@freemo I find it's helpful to search for the opposite of what I believe. It's not helpful to defeat a straw man. We're all coming from somewhere, but it's very helpful to try to understand where others are coming from too.

@SecondJon I dont do either. Usually when I hear an issue I consider what test or reality might validate or invalidate the argument, then I go try to find the data and I determine upfront what data will cause me to take one side or the other.

Guns would be an example of that. The first time I started to care about guns I decided that the best measure is to look at countries that made guns illegal or legalized them and then see if the overally violence int hat society increased or decreased in the 1 - 2 decades following.

@freemo my thought is : what other factors are others considering that may be valid but I simply haven't thought of?

For example, I just heard from two sources (one a person I know currently in medical school the other in the media) that life expectancy in the US could look a bad reflection on US Healthcare, BUT if you remove deaths due to automobile and homicide (two factors fairly unaffected by whether health care has been socialized), then Americans have the highest life expectancy in the world.

If I only went with what I thought was the relevant stat, I could have missed a different, more nuanced perspective.

By searching out the ideas of others I feel I'm able to learn and broaden the input for me to consider.

@SecondJon Nothing wrong with hearing the other side, its good in fact. The ssue I find however is that arguments specific to one side or the other tend to be highly cherry picked and distorted in such a way as to be intentionally manipulative. Whereas the approach I take looks at raw data and since I am a professional statistician I can make sure I look at it in a way that is fair.

With that said I do think its a good idea to listen to the logical arguments of both sides, but only with extreme prejudice where you personally research every assertion and have the expertise to do so effectively.

For example does america really have the highest life expectancy, and lets not forget car accidents and homicide still HIGHTLY depend on the quality of our healthcare since in the vast majority of those cases the victims dont die instantly but get rushed to a hospital first where they may stand some chance of being fixed up.

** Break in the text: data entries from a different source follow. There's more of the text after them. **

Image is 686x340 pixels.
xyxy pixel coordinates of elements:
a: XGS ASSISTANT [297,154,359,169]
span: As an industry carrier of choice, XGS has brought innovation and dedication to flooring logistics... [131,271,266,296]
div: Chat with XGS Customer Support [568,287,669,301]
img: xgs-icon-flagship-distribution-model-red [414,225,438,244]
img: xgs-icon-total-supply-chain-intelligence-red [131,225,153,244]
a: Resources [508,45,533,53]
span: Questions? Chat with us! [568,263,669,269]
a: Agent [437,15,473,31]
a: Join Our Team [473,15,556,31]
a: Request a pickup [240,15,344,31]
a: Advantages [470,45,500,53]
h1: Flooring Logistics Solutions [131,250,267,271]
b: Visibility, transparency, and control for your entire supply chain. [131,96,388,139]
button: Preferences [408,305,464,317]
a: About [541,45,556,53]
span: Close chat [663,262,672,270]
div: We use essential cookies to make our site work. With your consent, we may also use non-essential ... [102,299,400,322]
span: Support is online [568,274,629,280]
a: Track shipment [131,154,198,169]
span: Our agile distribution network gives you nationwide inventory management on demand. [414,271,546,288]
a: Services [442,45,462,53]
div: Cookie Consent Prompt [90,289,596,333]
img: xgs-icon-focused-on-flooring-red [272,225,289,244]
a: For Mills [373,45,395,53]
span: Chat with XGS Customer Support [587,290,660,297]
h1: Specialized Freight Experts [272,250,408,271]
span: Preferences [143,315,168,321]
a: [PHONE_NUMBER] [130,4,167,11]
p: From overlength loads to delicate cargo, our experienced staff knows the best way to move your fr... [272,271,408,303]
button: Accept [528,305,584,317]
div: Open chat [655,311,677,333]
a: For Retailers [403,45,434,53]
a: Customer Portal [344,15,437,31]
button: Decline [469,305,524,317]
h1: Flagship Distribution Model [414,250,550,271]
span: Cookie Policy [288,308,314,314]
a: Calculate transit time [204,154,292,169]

So to cherry pick your data and leave out those two datapoints seems intentionally manipulative. Even if they die on the scene their mental health has a strong influence on their likely hood to get in a car accident or be involved in a homicide. So even then it isnt completely detached from the quality of healthcare.

@freemo it may be that a homicide victim's mental health is to blame for them being murdered, though that's an assertion I don't know any evidence of. I don't know why the US murder rate and rate is deaths in auto accidents is higher. It could be somehow because of health care... But I suspect there's other factors as well. Boiling down all causes of death to a single factor (health care in this example) seems manipulative in itself. I'd hope that instead of immediately writing off new or not-my-bias facts as intentionally manipulative may cause us to miss helpful information. Recognizing that in myself is what led me to try to understand the views of those I disagree with.

I'd rather have a... Steel man (not sure if that's a real term, trying for the opposite of a straw man) of someone else's idea, and not just assume malice or deceit. I think that's a way of both showing decency to others and growing myself by considering evidence I may not have thought of in a Silo/echo chamber of my own.

@SecondJon I am not saying that a murder "a homicide victim's mental health is to blame for them being murdered". What I am saying is that we know, without any doubt, that at least some murders are the result of poor mental health, not of the victim but of the person commiting the murder. The only thing we dont know is how strong of an influence that connection happens to be. As such you cant just eliminate those from the statistics, you much show some scientific rigor to justify that, something that was not done in this case.

The point is YES there are are other factors. So what? In the world of statistical analysis "other factors" are precisely why no correlation is 100%, but if that correlation is high enough then it is relevant. You need to show what that correlation is before you start cherry picking your data.

One thing is clear, concluding that healthcare in america is great just by cherry picking your data without scientific rigour to support it is exactly what I said, manipulative and biased.

But I agree, you shouldnt just write it off as manipulative. Listen to the ideas, but treat them with extreme bias. Unless you can work through the scientific rigour and confirm its validity (or there is strong consensus in the scientific community if you dont have the expiernce yourself.. well then your likely to be the victim of bias rather than rising above it.